Research Papers

An interactive reference framework for modeling a dynamic immune system

ICs
Author
Master
Date
2015-08-23 05:57
Views
30582



INTRODUCTION
Immune cells constitute an interacting hierarchy that coordinates its activities according to genetic and environmental contexts. This systemically mobile network of cells results in emergent properties that are derived from dynamic cellular interactions. Unlike many solid tissues, where cells of given functions are localized into substructures that can be readily defined, the distribution of phenotypically similar immune cells into various organs complicates discerning any modest differences between them. Over decades of investigation into immune functions during health and disease, research has necessarily focused on understanding the individual cell types within the immune system, and, more recently, toward identifying interacting cells and the messengers they use to communicate.

RATIONALE
Methods of single-cell analysis, such as flow cytometry, have led the effort to enumerate and quantitatively characterize immune cell populations. As research has accelerated, our understanding of immune organization has surpassed the technical limitations of fluorescence-based flow cytometry. With the advent of mass cytometry, which enables measuring significantly more features of individual cells, most known immune cell types can now be identified from within a single experiment. Leveraging this capability, we set out to initiate an immune system reference framework to provide a working definition of immune organization and enable the integration of new data sets.

RESULTS
To build a reference framework from mass cytometry data, we developed a novel algorithm to transform the single-cell data into intuitive maps. These Scaffold maps provide a data-driven interpretation of immune organization while also integrating conventional immune cell populations as landmarks to orient the user. By applying Scaffold maps to data from the bone marrow of wild-type C57BL/6 mice, the method reconstructed the organization within this complex developmental organ. Using this sample as a reference point, the unique organization of immune cells within various organs across the body was revealed. The maps recapitulated canonical cellular phenotypes while revealing reproducible, tissue-specific deviations. The approach revealed influences of genetic variation and circadian rhythms on immune structure, permitted direct comparisons of murine and human blood cell phenotypes, and even enabled archival fluorescence-based flow cytometry data to be mapped onto the reference framework.

CONCLUSION
This foundational reference map provides a working definition of systemic immune organization to which new data can be integrated to reveal deviations driven by genetics, environment, or pathology. Beyond providing an analytical framework to understand immune organization from the unified data set generated here, the approaches we describe can serve as a data repository for collating experimental data from the research community, including gene expression and mutational analysis. Efforts that characterize cellular behavior in this open-source approach will continue to improve upon the initiating reference presented here to reveal the inherent structure in biological networks of immunity for clinical benefit.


WHAT TO PRODUCE - Scan the data below for the string "light". Show every line where it turns up.

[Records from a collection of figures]
* * * * * * *

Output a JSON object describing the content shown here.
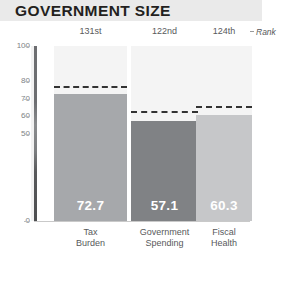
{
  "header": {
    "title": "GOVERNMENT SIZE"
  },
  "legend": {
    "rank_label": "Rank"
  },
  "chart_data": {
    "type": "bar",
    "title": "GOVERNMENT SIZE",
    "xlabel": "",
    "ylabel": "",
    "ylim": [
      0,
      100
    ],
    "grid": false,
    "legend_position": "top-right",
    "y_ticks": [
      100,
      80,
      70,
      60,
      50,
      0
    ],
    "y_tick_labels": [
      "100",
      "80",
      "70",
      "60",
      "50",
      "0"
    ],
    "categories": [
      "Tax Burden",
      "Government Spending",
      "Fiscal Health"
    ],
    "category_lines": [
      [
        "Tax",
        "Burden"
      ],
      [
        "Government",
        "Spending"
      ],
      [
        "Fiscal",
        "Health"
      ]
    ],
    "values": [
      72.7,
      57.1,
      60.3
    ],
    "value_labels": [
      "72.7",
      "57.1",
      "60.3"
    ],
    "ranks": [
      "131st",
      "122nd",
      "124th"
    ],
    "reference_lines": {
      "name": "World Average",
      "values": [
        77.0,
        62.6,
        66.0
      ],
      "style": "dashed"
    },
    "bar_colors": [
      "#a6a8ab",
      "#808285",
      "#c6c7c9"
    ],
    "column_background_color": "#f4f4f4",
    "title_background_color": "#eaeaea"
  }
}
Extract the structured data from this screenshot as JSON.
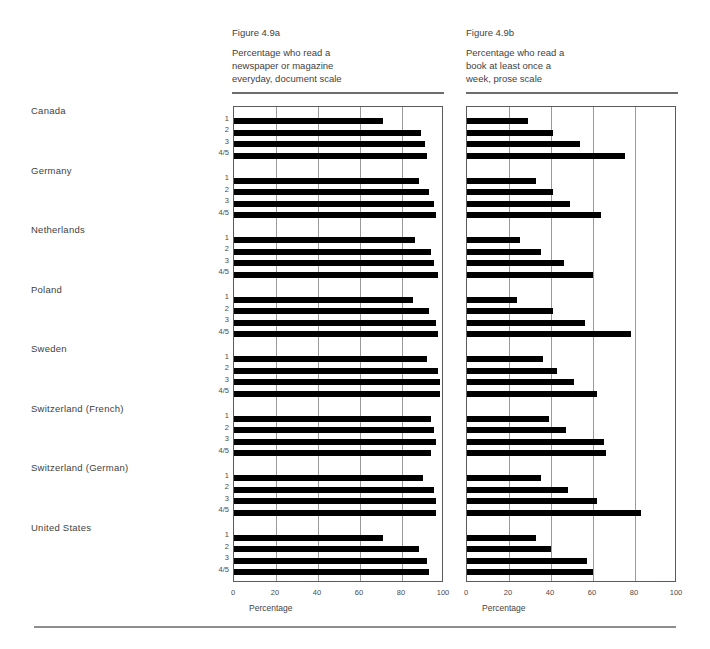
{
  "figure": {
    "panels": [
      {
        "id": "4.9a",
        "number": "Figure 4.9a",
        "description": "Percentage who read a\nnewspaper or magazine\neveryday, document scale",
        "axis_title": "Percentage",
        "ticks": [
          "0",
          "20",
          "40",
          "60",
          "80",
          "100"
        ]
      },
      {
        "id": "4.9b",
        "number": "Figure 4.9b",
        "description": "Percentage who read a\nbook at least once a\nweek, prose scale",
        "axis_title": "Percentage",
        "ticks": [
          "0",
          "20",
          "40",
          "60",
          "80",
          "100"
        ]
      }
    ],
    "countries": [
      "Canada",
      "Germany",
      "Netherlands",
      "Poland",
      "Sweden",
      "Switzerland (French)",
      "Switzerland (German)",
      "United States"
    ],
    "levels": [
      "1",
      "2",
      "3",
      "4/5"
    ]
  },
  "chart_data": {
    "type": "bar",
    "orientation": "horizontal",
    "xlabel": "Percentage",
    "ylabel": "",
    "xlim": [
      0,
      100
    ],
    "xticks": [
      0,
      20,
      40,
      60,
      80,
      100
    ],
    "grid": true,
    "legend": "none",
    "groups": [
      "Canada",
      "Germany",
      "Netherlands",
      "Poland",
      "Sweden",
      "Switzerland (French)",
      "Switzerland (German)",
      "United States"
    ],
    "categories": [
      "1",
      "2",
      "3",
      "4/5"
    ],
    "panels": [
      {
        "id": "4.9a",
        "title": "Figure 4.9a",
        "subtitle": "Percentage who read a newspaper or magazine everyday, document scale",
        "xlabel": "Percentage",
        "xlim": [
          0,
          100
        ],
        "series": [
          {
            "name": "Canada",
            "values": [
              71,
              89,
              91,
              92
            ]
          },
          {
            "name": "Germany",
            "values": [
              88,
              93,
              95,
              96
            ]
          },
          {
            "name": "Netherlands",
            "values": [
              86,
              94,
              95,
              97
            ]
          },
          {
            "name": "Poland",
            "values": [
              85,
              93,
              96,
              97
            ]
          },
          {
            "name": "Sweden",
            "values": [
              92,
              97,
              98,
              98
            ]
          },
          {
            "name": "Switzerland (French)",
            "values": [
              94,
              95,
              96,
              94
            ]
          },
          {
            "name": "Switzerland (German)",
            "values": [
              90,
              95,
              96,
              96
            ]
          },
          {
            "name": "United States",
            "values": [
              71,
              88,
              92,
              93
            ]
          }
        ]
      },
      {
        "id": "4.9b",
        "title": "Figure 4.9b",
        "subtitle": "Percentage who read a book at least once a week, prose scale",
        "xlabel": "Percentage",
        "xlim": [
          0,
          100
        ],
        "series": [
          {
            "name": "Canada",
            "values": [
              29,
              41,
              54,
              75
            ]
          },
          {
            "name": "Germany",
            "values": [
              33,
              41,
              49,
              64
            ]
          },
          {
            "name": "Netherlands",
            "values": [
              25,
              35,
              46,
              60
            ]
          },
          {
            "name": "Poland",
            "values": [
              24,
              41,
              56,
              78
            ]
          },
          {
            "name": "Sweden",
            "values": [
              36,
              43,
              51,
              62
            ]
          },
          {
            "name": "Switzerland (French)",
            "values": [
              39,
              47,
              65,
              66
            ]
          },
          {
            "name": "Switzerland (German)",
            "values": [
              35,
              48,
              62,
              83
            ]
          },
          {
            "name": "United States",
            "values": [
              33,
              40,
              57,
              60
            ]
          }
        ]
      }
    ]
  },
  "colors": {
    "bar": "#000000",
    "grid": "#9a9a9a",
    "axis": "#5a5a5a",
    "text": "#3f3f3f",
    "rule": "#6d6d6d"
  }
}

* * * * * * *

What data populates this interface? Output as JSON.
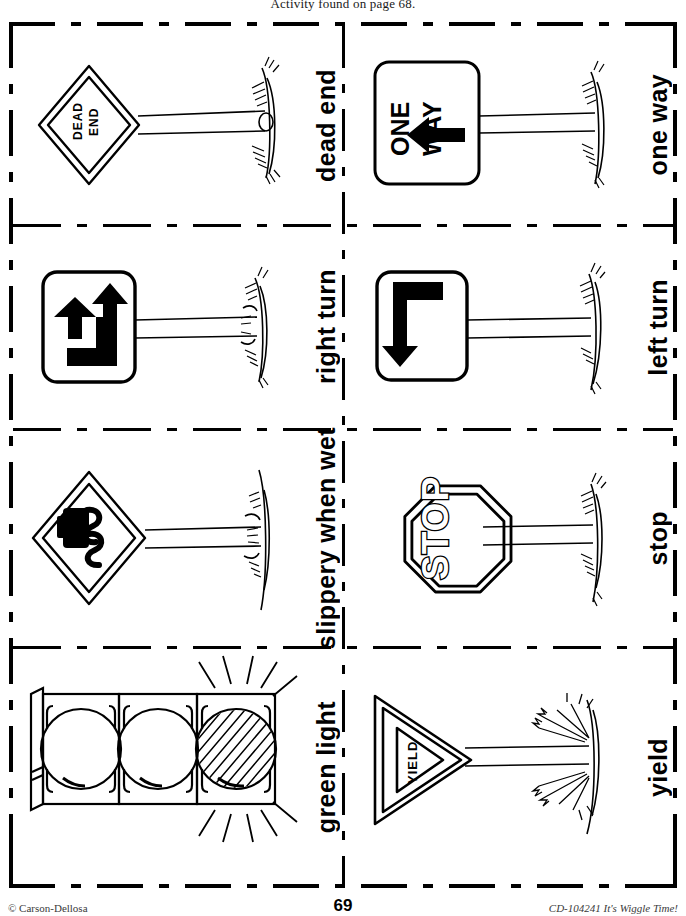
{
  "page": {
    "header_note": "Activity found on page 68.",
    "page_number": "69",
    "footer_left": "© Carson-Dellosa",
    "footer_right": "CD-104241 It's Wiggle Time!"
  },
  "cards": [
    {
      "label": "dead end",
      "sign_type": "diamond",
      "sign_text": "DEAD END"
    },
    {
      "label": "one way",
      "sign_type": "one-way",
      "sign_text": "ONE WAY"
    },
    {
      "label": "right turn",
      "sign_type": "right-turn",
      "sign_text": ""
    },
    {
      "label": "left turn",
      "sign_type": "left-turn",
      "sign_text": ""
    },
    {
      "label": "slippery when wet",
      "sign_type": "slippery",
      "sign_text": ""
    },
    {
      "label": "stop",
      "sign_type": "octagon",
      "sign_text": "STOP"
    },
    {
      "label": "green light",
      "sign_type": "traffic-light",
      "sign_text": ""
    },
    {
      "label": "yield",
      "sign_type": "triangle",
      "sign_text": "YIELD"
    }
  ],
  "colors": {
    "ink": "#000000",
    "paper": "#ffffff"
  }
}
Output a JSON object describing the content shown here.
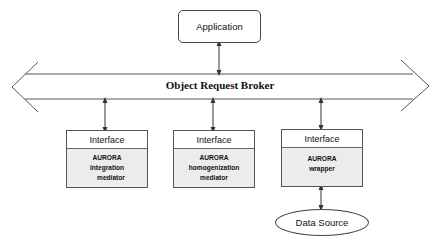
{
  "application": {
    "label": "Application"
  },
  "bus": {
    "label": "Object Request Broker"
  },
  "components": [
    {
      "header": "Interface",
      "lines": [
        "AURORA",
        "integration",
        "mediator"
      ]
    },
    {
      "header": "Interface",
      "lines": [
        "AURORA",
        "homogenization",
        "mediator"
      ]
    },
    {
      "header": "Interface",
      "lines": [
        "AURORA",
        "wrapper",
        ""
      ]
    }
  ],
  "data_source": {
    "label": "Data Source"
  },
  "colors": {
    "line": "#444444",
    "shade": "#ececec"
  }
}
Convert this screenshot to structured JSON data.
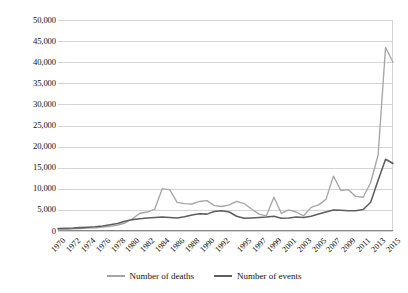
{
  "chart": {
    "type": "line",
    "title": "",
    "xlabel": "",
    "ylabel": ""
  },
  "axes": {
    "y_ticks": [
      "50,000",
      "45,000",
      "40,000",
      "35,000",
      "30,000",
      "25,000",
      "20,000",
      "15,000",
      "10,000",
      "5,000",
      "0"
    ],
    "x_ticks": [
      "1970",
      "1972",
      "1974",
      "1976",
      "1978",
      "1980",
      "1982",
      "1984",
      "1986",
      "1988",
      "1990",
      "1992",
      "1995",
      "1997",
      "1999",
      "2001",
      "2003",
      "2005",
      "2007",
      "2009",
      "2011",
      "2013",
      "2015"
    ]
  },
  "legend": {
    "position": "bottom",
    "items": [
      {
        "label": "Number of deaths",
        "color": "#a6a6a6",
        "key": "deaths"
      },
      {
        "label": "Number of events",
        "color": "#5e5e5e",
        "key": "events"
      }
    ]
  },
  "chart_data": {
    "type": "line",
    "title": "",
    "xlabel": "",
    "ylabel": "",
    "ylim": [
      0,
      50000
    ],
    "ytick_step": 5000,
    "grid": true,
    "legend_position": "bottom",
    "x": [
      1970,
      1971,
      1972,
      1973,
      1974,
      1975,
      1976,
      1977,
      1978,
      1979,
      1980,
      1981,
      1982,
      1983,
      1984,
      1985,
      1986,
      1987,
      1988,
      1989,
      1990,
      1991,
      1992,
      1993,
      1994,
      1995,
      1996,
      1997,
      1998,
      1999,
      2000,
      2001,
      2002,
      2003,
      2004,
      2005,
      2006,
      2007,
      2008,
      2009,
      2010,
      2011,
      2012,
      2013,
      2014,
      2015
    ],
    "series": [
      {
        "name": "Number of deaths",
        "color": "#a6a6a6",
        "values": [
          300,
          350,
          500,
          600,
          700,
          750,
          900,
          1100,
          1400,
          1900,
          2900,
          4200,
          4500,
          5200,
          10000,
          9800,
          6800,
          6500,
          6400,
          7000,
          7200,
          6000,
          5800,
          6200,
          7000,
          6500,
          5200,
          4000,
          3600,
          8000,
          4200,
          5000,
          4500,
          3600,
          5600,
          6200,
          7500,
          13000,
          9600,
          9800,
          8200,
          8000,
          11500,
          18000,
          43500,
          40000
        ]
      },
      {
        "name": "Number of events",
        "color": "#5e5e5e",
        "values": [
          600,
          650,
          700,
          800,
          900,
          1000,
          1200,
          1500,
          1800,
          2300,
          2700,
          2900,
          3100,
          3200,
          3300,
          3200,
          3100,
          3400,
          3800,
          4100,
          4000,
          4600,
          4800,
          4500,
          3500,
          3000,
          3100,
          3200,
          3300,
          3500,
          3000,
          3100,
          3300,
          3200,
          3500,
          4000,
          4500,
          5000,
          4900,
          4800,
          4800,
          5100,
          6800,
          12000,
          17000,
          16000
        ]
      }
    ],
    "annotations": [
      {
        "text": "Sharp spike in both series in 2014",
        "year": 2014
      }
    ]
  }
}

* * * * * * *

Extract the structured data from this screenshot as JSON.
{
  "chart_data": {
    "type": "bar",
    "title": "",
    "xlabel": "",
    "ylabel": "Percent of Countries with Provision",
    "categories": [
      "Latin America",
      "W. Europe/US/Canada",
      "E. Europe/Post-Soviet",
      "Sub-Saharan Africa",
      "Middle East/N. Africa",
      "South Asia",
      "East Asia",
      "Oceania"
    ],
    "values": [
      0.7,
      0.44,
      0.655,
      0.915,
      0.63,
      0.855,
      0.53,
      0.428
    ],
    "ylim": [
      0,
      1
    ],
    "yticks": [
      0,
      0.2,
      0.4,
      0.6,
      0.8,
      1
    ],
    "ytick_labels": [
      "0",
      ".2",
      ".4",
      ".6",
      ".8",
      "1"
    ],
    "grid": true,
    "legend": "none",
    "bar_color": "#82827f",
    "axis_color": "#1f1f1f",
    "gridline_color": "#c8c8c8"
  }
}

* * * * * * *

ANSWER -
      "label": "green light",
      "sign_type": "traffic-light",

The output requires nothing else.